Audit: Groundwater Cleaning IneffectiveThey do this kind of punitive nonsense to industry all the time.  It is sad they want to do it to the taxpayers as well.  It is not unheard of, however.  It is common practice for EPA to levy administrative penalties (fines) against other governmental entities, especially municipalities.



Syd H. Levine

AnaLog Services, Inc.

Phone:  270-276-5671

Telefax:  270-276-5588

E-mail:  analog@logwell.com

URL:  www.logwell.com



  ----- Original Message ----- 

  From: Ottley, David B (Dave) 

  To: 'radsafe@list.Vanderbilt.Edu' 

  Sent: Wednesday, July 28, 2004 12:09 PM

  Subject: Audit: Groundwater Cleaning Ineffective





  Concerning the audit of the ineffectiveness of the groundwater cleanup at Hanford.  The Tri-Cities Herald reported that, "DOE spent more than $85 million over the past eight years and will continue to spend about $8 million a year to operate pump-and-treat systems. 

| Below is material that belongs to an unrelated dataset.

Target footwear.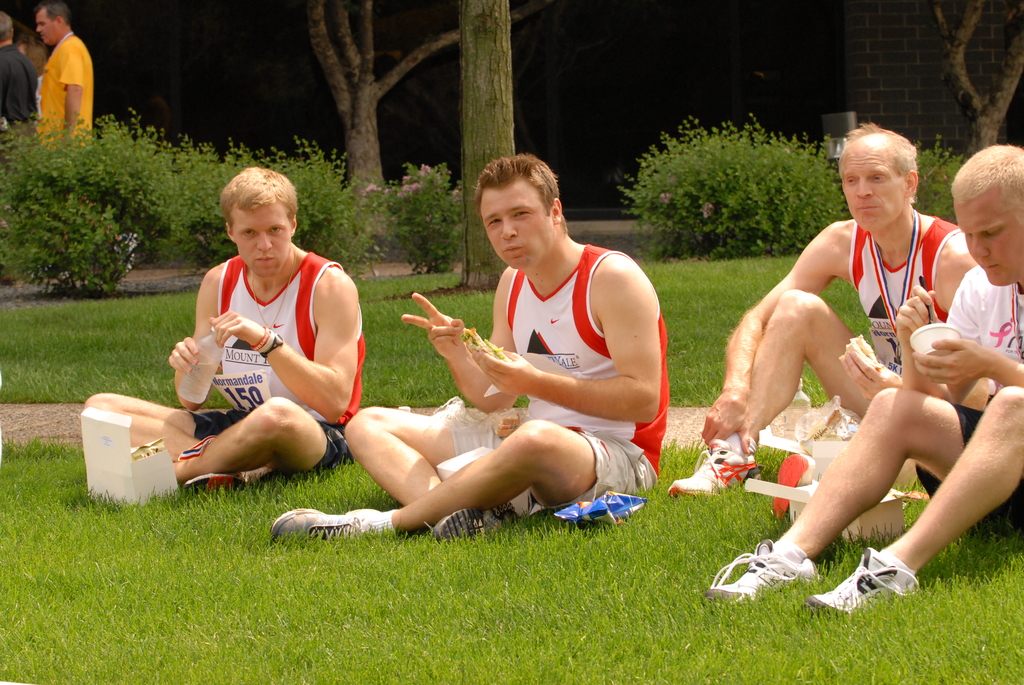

  DOE has agreed previously that its pump-and-treat system for a radioactive strontium plume near the Columbia River is ineffective. The audit said that from 1995 to 2002, the system removed 1.3 curies of strontium. At the same time, 319.3 curies naturally decayed in the ground water. 



  DOE has proposed stopping the program to get a baseline reading on contamination and then trying a new approach. That could be using trenches or wells to inject minerals into the ground to increase the capacity of the soil to bind the strontium in place while it decays naturally. 



  The Washington State Department of Ecology has objected to halting the strontium pump-and-treat program, except for testing, until a new program is in place. Pump and treat does have limited benefits, the state told the federal government. 



  The Department of Ecology says that the contamination would decay naturally in 300 years, but the pump-and-treat program could reduce that by 10 percent, to 270 years."



  This is over $65 million per Curie for less than a half percent increase beyond natural decay!  The dose that has been saved is not measurable, it can only be estimated using dose-modeling and is a fraction of a mrem per year.  At least DOE realizes this.  It is too bad that the State wants to spend federal (our) money so frivolously.